The correct discipline is to call once and be ready to fold on heavy pressure, or even fold flop versus opponents who never c bet bluff this texture. If you had KJ instead, you pick up backdoor diamonds, you can continue on more turns, and you have credible semi bluff lines on diamond runouts. That extra equity changes what you can do on turns and rivers.

What this means for 3 betting

When you 3 bet, you are buying fold equity and building a pot where your range is strong. Suited hands do that job better as bluffs because they retain equity when called and they create more favorable turn cards to barrel.

Use suited aces and suited broadways as the backbone of your aggressive 3 bet bluff range, especially from the small blind versus button opens. Offsuit broadways can be mixed, but they are far more sensitive to position and opponent tendencies.

Against a maniac who 4 bets too much, you tighten your bluff 3 bets and take more suited hands that can call in position instead. Against a calling station, you reduce bluffing frequency and value bet harder, but suitedness still matters because you win bigger pots when you hit strong draws and implied odds are real.

TPPKey Takeaway

Treat suitedness like an EV multiplier. Suited hands realize equity better, defend better from the big blind, and provide natural semi bluffs when you need to fight for pots. Offsuit hands show up more often but create more dominated, rake sensitive spots, especially out of position. Build your ranges by prioritizing suited versions for calls and defenses, trimming offsuit fringe hands when players are left to act, and refusing to play hope poker with hands that only win when they spike perfectly.

Let's Test Your Edge

Question 1: What are the three main EV benefits of suited hands listed in the article?

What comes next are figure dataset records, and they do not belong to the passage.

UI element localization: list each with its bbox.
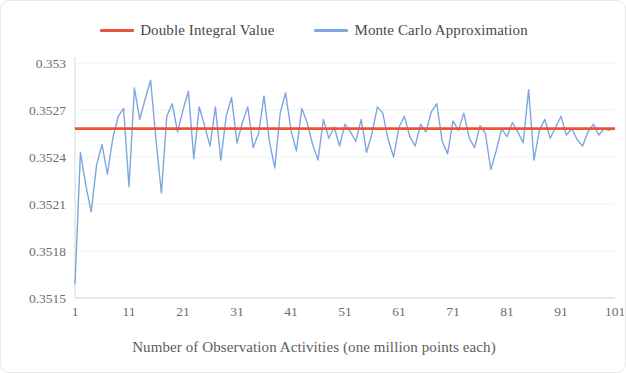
x-tick-label: 71 [446, 304, 460, 319]
x-tick-label: 81 [500, 304, 514, 319]
y-tick-label: 0.3524 [29, 150, 66, 165]
gridlines [75, 63, 615, 298]
y-tick-label: 0.3518 [29, 244, 66, 259]
y-axis-tick-labels: 0.35150.35180.35210.35240.35270.353 [29, 56, 66, 306]
monte-carlo-approximation-line [75, 80, 610, 284]
x-tick-label: 1 [72, 304, 79, 319]
plot-area: 0.35150.35180.35210.35240.35270.353 1112… [1, 1, 626, 373]
x-tick-label: 11 [123, 304, 136, 319]
x-tick-label: 31 [230, 304, 244, 319]
x-axis-tick-labels: 1112131415161718191101 [72, 304, 626, 319]
y-tick-label: 0.353 [36, 56, 67, 71]
x-tick-label: 41 [284, 304, 298, 319]
x-tick-label: 21 [176, 304, 190, 319]
x-tick-label: 51 [338, 304, 352, 319]
x-tick-label: 61 [392, 304, 406, 319]
y-tick-label: 0.3515 [29, 291, 66, 306]
chart-container: Double Integral Value Monte Carlo Approx… [0, 0, 626, 373]
y-tick-label: 0.3527 [29, 103, 66, 118]
x-tick-label: 91 [554, 304, 568, 319]
y-tick-label: 0.3521 [29, 197, 66, 212]
x-axis-title: Number of Observation Activities (one mi… [1, 339, 626, 356]
x-tick-label: 101 [605, 304, 625, 319]
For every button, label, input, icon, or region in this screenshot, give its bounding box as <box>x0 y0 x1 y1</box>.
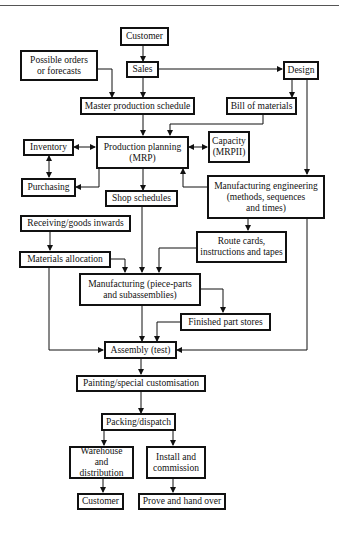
node-prove-and-hand-over: Prove and hand over <box>138 493 226 510</box>
node-receiving: Receiving/goods inwards <box>20 215 131 232</box>
node-bill-of-materials: Bill of materials <box>226 97 297 115</box>
node-materials-allocation: Materials allocation <box>19 251 111 268</box>
node-master-production-schedule: Master production schedule <box>80 97 195 115</box>
node-purchasing: Purchasing <box>21 178 76 197</box>
node-capacity: Capacity (MRPII) <box>208 131 250 163</box>
node-customer-top: Customer <box>120 27 169 46</box>
node-painting: Painting/special customisation <box>76 375 206 392</box>
node-manufacturing: Manufacturing (piece-parts and subassemb… <box>79 273 201 306</box>
node-production-planning: Production planning (MRP) <box>96 136 189 169</box>
node-possible-orders: Possible orders or forecasts <box>20 50 98 81</box>
node-shop-schedules: Shop schedules <box>105 190 178 207</box>
node-design: Design <box>283 61 319 80</box>
node-install: Install and commission <box>146 446 206 479</box>
node-packing: Packing/dispatch <box>101 413 176 431</box>
node-warehouse: Warehouse and distribution <box>69 446 134 479</box>
node-sales: Sales <box>126 61 159 78</box>
node-manufacturing-engineering: Manufacturing engineering (methods, sequ… <box>207 175 325 219</box>
node-route-cards: Route cards, instructions and tapes <box>196 231 287 263</box>
node-assembly: Assembly (test) <box>104 341 177 359</box>
node-finished-part-stores: Finished part stores <box>180 313 271 331</box>
node-customer-bottom: Customer <box>77 493 124 510</box>
node-inventory: Inventory <box>23 139 74 156</box>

Answer: They make nut flushes more often, pick up more backdoor equity, and realize equity better when calling and seeing turns.

Explanation: The article highlights suitedness as an EV multiplier because it creates stronger draw paths and improves how often your hand can profitably continue.

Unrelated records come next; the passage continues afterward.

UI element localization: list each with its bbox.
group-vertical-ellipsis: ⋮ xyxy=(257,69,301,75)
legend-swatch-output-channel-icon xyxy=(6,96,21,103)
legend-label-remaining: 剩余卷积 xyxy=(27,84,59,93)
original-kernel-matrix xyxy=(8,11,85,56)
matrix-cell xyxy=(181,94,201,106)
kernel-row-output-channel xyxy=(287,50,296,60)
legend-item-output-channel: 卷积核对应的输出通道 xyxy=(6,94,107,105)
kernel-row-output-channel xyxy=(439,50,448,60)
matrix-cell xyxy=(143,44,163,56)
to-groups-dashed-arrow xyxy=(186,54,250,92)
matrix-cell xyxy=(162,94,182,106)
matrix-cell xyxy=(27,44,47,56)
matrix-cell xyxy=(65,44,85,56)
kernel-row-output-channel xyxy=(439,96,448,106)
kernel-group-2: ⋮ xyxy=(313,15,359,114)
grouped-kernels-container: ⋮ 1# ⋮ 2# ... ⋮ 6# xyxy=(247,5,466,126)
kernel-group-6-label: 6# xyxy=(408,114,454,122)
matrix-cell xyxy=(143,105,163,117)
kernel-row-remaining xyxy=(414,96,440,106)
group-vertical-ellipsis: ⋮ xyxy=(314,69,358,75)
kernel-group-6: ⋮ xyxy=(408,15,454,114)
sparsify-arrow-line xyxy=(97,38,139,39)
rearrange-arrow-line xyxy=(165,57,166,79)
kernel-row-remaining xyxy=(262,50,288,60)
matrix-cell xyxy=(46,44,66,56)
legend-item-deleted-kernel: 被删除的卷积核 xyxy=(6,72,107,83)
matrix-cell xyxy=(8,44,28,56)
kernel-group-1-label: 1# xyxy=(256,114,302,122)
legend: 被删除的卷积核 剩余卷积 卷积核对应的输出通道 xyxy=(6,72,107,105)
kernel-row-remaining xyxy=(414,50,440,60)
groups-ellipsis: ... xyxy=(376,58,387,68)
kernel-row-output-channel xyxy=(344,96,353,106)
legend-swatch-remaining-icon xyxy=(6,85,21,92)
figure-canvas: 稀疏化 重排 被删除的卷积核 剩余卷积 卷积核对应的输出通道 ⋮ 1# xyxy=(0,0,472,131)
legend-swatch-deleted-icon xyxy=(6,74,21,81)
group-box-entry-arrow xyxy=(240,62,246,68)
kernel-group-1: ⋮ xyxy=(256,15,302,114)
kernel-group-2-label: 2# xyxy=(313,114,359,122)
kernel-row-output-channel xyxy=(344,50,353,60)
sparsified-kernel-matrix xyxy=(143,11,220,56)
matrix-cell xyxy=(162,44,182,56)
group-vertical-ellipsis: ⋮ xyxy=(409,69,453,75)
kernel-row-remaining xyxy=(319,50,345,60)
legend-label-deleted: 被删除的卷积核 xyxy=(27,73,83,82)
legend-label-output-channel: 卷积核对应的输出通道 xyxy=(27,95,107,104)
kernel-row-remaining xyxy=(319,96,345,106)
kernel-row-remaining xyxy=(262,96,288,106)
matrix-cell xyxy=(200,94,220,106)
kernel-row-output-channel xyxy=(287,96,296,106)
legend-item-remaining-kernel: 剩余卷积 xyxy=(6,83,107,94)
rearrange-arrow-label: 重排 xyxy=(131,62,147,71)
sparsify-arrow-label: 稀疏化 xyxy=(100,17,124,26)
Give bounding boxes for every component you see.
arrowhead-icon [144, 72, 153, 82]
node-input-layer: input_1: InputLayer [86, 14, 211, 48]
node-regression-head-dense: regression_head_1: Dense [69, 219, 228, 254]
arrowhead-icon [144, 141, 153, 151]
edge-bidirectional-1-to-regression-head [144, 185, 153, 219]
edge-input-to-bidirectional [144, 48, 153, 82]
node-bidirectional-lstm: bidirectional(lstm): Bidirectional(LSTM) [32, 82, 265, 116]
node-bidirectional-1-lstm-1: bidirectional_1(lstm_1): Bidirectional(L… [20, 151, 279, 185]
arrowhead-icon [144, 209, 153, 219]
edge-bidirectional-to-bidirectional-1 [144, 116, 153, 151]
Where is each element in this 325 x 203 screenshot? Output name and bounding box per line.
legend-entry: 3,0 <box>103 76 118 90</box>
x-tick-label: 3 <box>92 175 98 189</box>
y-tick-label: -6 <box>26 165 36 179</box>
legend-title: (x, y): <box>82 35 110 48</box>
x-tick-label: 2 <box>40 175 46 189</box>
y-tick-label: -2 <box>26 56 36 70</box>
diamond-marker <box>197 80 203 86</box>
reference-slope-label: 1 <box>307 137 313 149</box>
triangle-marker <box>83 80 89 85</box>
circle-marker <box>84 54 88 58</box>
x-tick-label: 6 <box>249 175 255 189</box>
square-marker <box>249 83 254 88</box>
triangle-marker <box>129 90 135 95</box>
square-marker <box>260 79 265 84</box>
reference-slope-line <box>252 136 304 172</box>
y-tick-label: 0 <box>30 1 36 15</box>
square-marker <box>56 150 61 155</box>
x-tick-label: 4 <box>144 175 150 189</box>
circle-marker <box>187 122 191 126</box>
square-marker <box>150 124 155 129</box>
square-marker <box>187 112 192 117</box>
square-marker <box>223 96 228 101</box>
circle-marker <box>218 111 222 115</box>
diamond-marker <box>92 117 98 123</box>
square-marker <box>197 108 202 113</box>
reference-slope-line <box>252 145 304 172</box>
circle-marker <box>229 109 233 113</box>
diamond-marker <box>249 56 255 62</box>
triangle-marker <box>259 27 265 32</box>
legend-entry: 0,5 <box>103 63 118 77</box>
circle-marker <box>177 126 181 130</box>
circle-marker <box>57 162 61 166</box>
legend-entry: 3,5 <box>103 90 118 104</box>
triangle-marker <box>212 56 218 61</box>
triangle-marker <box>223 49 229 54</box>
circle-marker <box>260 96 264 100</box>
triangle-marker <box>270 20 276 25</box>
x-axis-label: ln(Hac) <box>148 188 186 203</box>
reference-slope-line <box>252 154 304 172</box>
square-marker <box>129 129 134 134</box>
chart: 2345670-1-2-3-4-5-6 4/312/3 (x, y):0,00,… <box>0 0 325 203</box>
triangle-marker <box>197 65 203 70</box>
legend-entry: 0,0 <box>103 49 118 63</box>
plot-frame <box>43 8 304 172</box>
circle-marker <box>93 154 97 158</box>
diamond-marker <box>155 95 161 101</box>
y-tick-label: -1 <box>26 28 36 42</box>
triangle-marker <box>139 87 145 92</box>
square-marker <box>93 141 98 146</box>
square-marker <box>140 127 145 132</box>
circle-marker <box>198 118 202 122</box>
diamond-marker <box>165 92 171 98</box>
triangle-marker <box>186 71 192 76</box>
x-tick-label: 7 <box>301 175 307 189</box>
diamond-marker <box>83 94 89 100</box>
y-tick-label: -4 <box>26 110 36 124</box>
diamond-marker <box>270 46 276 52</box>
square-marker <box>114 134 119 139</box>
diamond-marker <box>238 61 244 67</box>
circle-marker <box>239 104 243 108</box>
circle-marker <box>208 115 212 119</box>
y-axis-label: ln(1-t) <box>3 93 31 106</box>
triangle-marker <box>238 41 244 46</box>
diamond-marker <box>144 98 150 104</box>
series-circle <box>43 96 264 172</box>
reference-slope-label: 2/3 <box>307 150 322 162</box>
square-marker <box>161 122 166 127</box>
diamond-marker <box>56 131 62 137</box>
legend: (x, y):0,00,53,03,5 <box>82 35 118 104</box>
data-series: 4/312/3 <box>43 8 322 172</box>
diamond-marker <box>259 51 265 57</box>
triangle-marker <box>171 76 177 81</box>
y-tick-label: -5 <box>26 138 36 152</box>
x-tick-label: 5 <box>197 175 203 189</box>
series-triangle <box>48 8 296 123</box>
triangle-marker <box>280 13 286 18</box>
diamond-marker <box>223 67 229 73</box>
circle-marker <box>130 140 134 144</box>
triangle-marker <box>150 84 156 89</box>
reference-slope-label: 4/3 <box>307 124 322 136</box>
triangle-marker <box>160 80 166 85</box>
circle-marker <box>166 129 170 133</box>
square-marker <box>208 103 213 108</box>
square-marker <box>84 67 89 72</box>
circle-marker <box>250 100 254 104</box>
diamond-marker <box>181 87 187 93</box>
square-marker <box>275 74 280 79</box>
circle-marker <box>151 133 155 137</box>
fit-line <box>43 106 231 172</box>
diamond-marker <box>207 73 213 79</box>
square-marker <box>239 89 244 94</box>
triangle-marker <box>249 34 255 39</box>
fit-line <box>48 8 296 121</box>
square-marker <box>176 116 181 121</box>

Question 2: How many combos does an offsuit hand have compared to its suited version?

Answer: Offsuit has 12 combos, while suited has 4 combos.

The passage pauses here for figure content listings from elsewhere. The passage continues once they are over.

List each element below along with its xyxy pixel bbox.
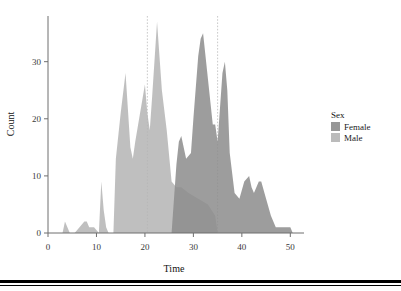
- legend-title: Sex: [331, 110, 345, 120]
- x-tick-label-40: 40: [237, 242, 247, 252]
- legend-entries-group: FemaleMale: [331, 122, 371, 143]
- x-tick-label-0: 0: [46, 242, 51, 252]
- legend-label-male[interactable]: Male: [344, 133, 363, 143]
- footer-rule-thick: [0, 280, 401, 283]
- legend: Sex FemaleMale: [331, 110, 371, 143]
- y-axis-title: Count: [5, 112, 16, 137]
- legend-label-female[interactable]: Female: [344, 122, 371, 132]
- x-axis-title: Time: [164, 263, 185, 274]
- y-tick-label-30: 30: [32, 57, 42, 67]
- legend-swatch-female[interactable]: [331, 122, 340, 131]
- area-chart: 01020304050 0102030 Time Count Sex Femal…: [0, 0, 401, 291]
- x-tick-label-20: 20: [140, 242, 150, 252]
- x-tick-label-50: 50: [286, 242, 296, 252]
- y-tick-label-20: 20: [32, 114, 42, 124]
- legend-swatch-male[interactable]: [331, 133, 340, 142]
- y-tick-label-0: 0: [37, 228, 42, 238]
- footer-rule-thin: [0, 285, 401, 286]
- figure-container: 01020304050 0102030 Time Count Sex Femal…: [0, 0, 401, 291]
- x-tick-label-10: 10: [92, 242, 102, 252]
- x-tick-label-30: 30: [189, 242, 199, 252]
- y-axis-ticks-group: 0102030: [32, 57, 48, 238]
- y-tick-label-10: 10: [32, 171, 42, 181]
- x-axis-ticks-group: 01020304050: [46, 233, 296, 252]
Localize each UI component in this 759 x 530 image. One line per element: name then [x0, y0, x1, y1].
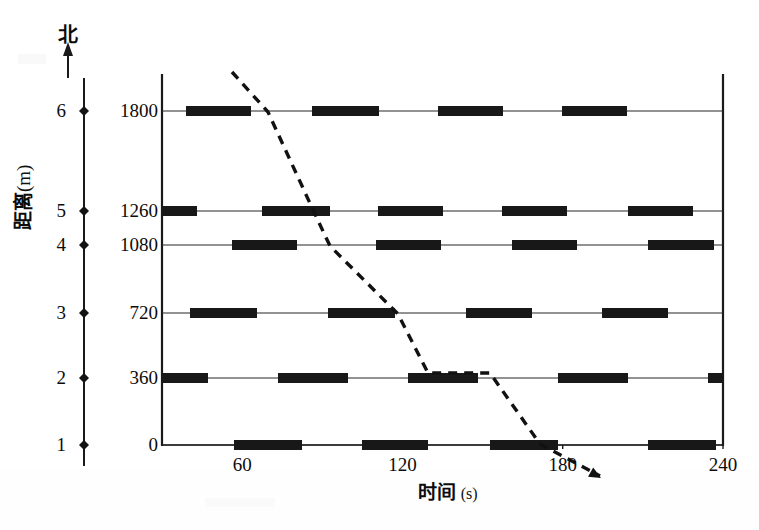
occupancy-bar-station-1-1: [362, 440, 428, 450]
occupancy-bar-station-6-0: [186, 106, 251, 116]
station-number-5: 5: [44, 201, 66, 220]
occupancy-bar-station-6-1: [312, 106, 379, 116]
occupancy-bar-station-2-3: [558, 373, 628, 383]
station-distance-3: 720: [98, 303, 158, 322]
occupancy-bar-station-2-4: [708, 373, 723, 383]
x-axis-title: 时间 (s): [418, 483, 478, 502]
station-distance-6: 1800: [98, 101, 158, 120]
x-tick-label-180: 180: [536, 455, 590, 474]
occupancy-bar-station-4-2: [512, 240, 577, 250]
occupancy-bar-station-5-4: [628, 206, 693, 216]
station-distance-5: 1260: [98, 201, 158, 220]
occupancy-bar-station-3-3: [602, 308, 668, 318]
occupancy-bar-station-2-1: [278, 373, 348, 383]
occupancy-bar-station-6-2: [438, 106, 503, 116]
x-axis-title-main: 时间: [418, 481, 456, 503]
station-distance-2: 360: [98, 368, 158, 387]
x-axis-title-unit: (s): [461, 485, 478, 502]
x-tick-label-240: 240: [696, 455, 750, 474]
occupancy-bar-station-3-0: [190, 308, 257, 318]
occupancy-bar-station-6-3: [562, 106, 627, 116]
station-distance-1: 0: [98, 435, 158, 454]
occupancy-bar-station-5-2: [378, 206, 443, 216]
x-tick-label-60: 60: [215, 455, 269, 474]
occupancy-bar-station-4-0: [232, 240, 297, 250]
occupancy-bar-station-4-1: [376, 240, 441, 250]
station-number-1: 1: [44, 435, 66, 454]
station-distance-4: 1080: [98, 235, 158, 254]
occupancy-bar-station-2-0: [162, 373, 208, 383]
station-number-6: 6: [44, 101, 66, 120]
y-axis-title-unit: (m): [13, 165, 34, 192]
occupancy-bar-station-3-1: [328, 308, 395, 318]
station-number-2: 2: [44, 368, 66, 387]
station-number-4: 4: [44, 235, 66, 254]
time-distance-chart: 北 距离(m) 时间 (s) 654321 180012601080720360…: [0, 0, 759, 530]
occupancy-bar-station-5-3: [502, 206, 567, 216]
occupancy-bar-station-5-1: [262, 206, 330, 216]
x-tick-label-120: 120: [375, 455, 429, 474]
y-axis-title: 距离(m): [14, 165, 33, 230]
occupancy-bar-station-3-2: [466, 308, 532, 318]
occupancy-bar-station-1-0: [234, 440, 302, 450]
station-number-3: 3: [44, 303, 66, 322]
occupancy-bar-station-5-0: [162, 206, 197, 216]
y-axis-title-main: 距离: [12, 192, 34, 230]
north-label: 北: [58, 25, 78, 45]
occupancy-bar-station-4-3: [648, 240, 714, 250]
occupancy-bar-station-1-3: [648, 440, 716, 450]
occupancy-bar-station-1-2: [490, 440, 558, 450]
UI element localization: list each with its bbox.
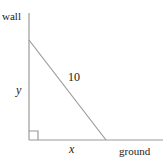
horizontal-leg-label: x [69, 143, 74, 155]
ground-label: ground [119, 146, 150, 157]
hypotenuse-ladder-line [29, 40, 106, 140]
diagram-canvas [0, 0, 167, 164]
hypotenuse-length-label: 10 [68, 71, 80, 83]
vertical-leg-label: y [16, 84, 21, 96]
right-angle-marker-icon [29, 131, 38, 140]
geometry-diagram: wall ground 10 y x [0, 0, 167, 164]
wall-label: wall [2, 11, 21, 22]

Explanation: The article notes offsuit hands appear more often in the deck, but that frequency does not mean they should be played as often.

Question 3: According to the article, why does rake punish offsuit hands more at low and mid stakes?

Answer: Offsuit hands create more thin, marginal call spots where you call once, miss the turn, and fold, making the edge rake-sensitive.

Explanation: Suited hands pick up more turn equity and continues, which helps offset rake compared to offsuit hands that often have to give up.

Question 4: In the “KJo Trap in the Small Blind” scenario, what line does the article recommend versus the UTG one-third pot c-bet on J-7-2?

Answer: Call once and be ready to fold versus heavy pressure (or even fold flop versus opponents who never bluff that texture).

Explanation: The article explains offsuit KJ has few clean turns and is often dominated by UTG’s continuing value range, so discipline is required with top pair.

Question 5: What are the article’s two practical rules about suitedness for (a) calling decisions and (b) value 4-bets?

Answer: (a) Prefer suited when calling. (b) Prefer offsuit when 4 betting for value.

Explanation: The article frames calling as an equity-realization problem (favor suited), while value 4-bets rely more on raw strength and blockers than postflop playability.